The Biden Administration has accelerated the march to more effective global economic enforcement with the issuance of its National Security Study Memorandum (NSSM), outlining steps to crack down on tax havens and corrupt schemes used to conceal assets and true ownership. Among the key steps, the NSSM directs acceleration of US efforts to develop a beneficial ownership registry -- calling for proactive disclosure by shell companies of their true owners.
For years, the practice of holding assets in offshore companies under the names of nominee owners has been used to conceal equitable or beneficial owners, who maintained complete access and control over the offshore assets but could keep them off tax filings or away from the gaze of creditors. The focus of the NSSM appears to be establishment of international practices requiring foreign tax havens to disclose the beneficial owners of such entities, and is in keeping with decades of FATCA agreements leading to near-global banking transparency. But as U.S. states -- particularly several states in the U.S. Mountain West region -- emerge as favorite destinations for asset secrecy, the administration's approach appears blind to the mote in its own eye.

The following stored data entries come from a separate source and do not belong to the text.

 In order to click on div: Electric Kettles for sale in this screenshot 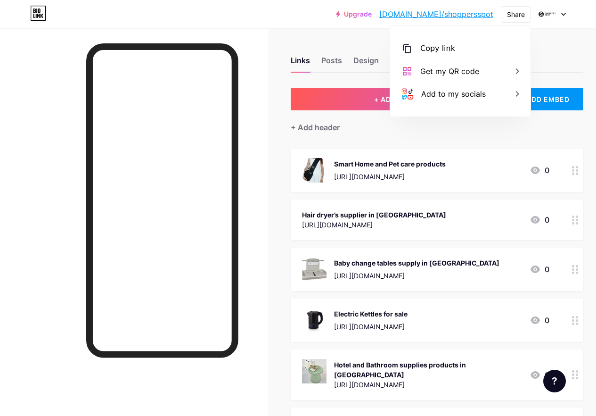, I will do `click(371, 314)`. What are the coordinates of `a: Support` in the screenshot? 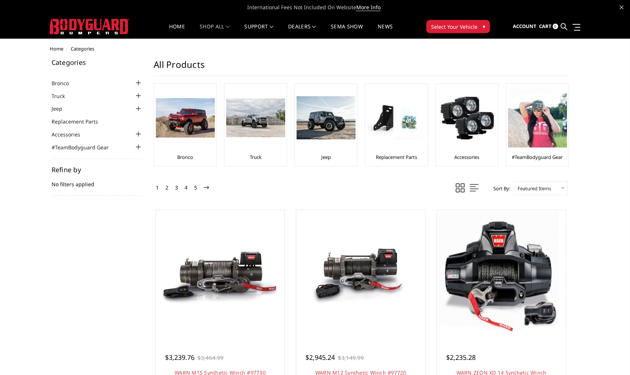 It's located at (259, 31).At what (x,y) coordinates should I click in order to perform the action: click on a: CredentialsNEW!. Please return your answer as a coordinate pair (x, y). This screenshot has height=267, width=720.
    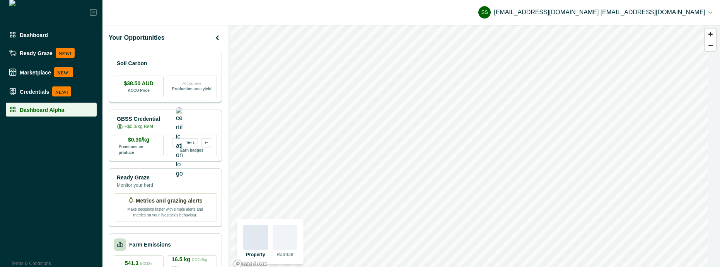
    Looking at the image, I should click on (51, 92).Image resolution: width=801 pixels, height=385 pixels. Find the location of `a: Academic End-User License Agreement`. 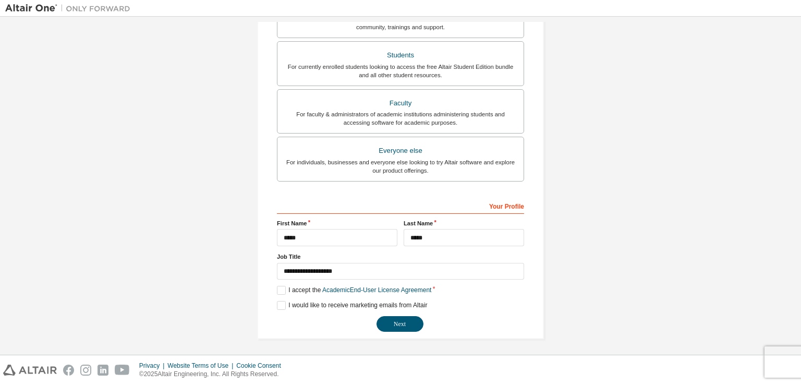

a: Academic End-User License Agreement is located at coordinates (377, 290).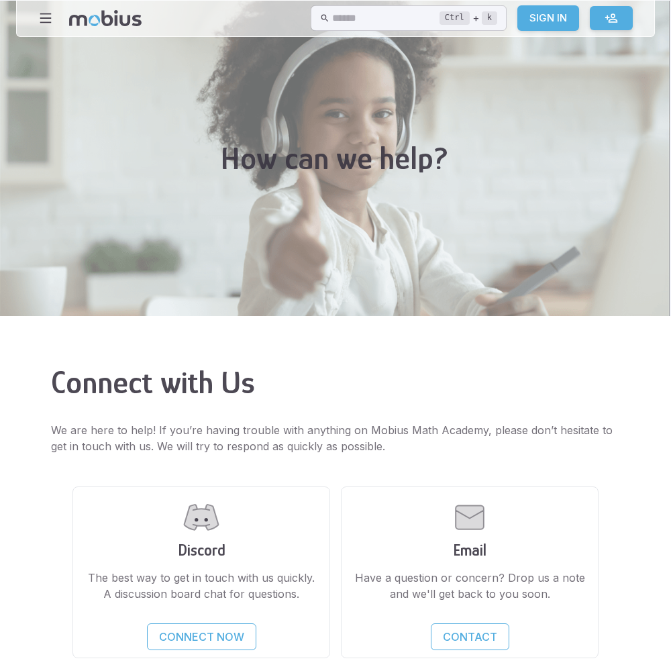 This screenshot has height=671, width=671. I want to click on a: Connect Now, so click(201, 636).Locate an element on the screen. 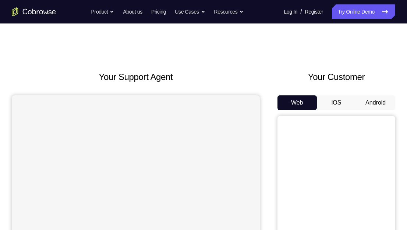 The image size is (407, 230). h2: Your Support Agent is located at coordinates (136, 77).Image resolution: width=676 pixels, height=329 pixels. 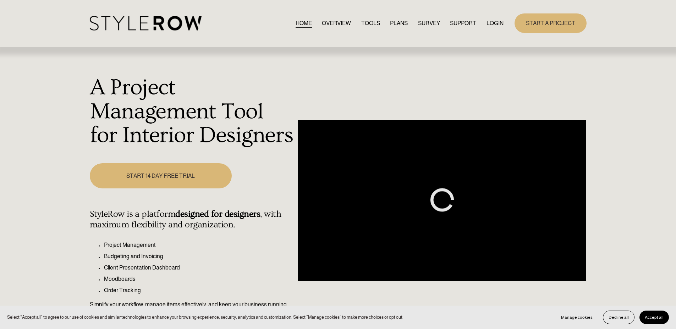 What do you see at coordinates (161, 176) in the screenshot?
I see `a: START 14 DAY FREE TRIAL` at bounding box center [161, 176]. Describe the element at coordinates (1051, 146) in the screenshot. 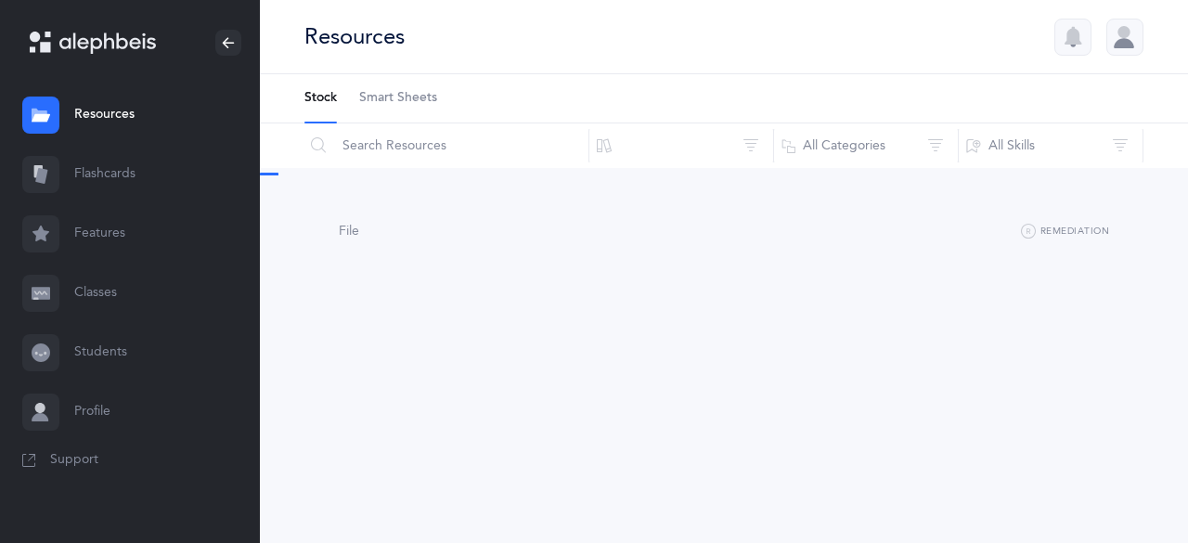

I see `button: All Skills` at that location.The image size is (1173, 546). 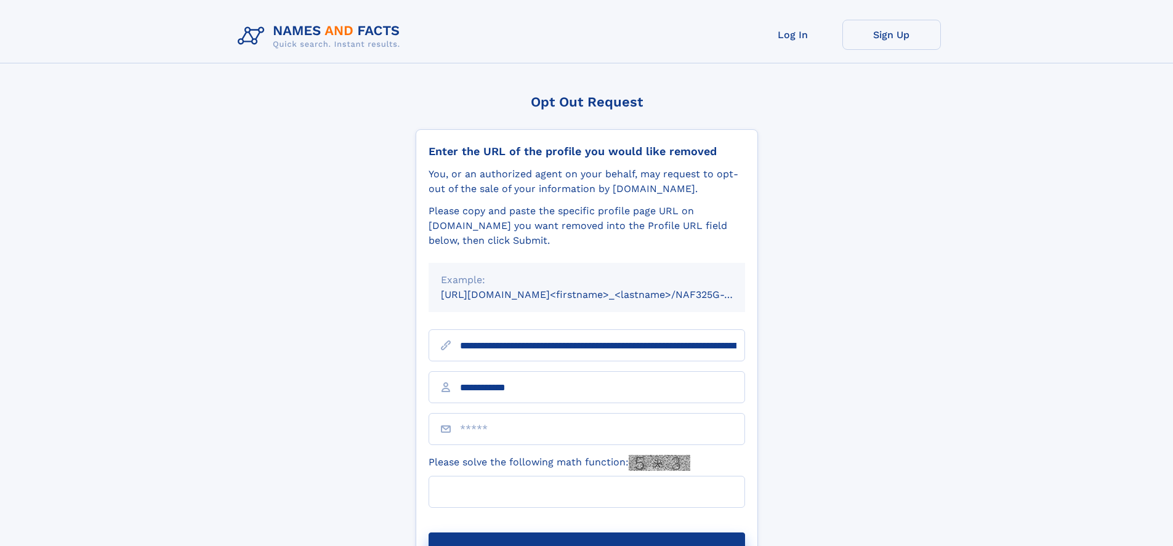 I want to click on a: Sign Up, so click(x=892, y=34).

At the same time nations like Cyprus, Ghana and Kenya are finalizing beneficial ownership registries, states like South Dakota, Nevada and Delaware are catapulting the United States to the lead among havens for billionaire deposits, moving it to number two (behind only the Cayman Islands) on the 2020 Tax Justice Network Financial Secrecy Index. (https://fsi.taxjustice.net/en/introduction/fsi-results). If the administration maintains the current course of negotiating robust international enforcement while exempting U.S. states from scrutiny, the inevitable result will be an acceleration of the ongoing migration of targeted assets from international havens to the havens right in our own backyard.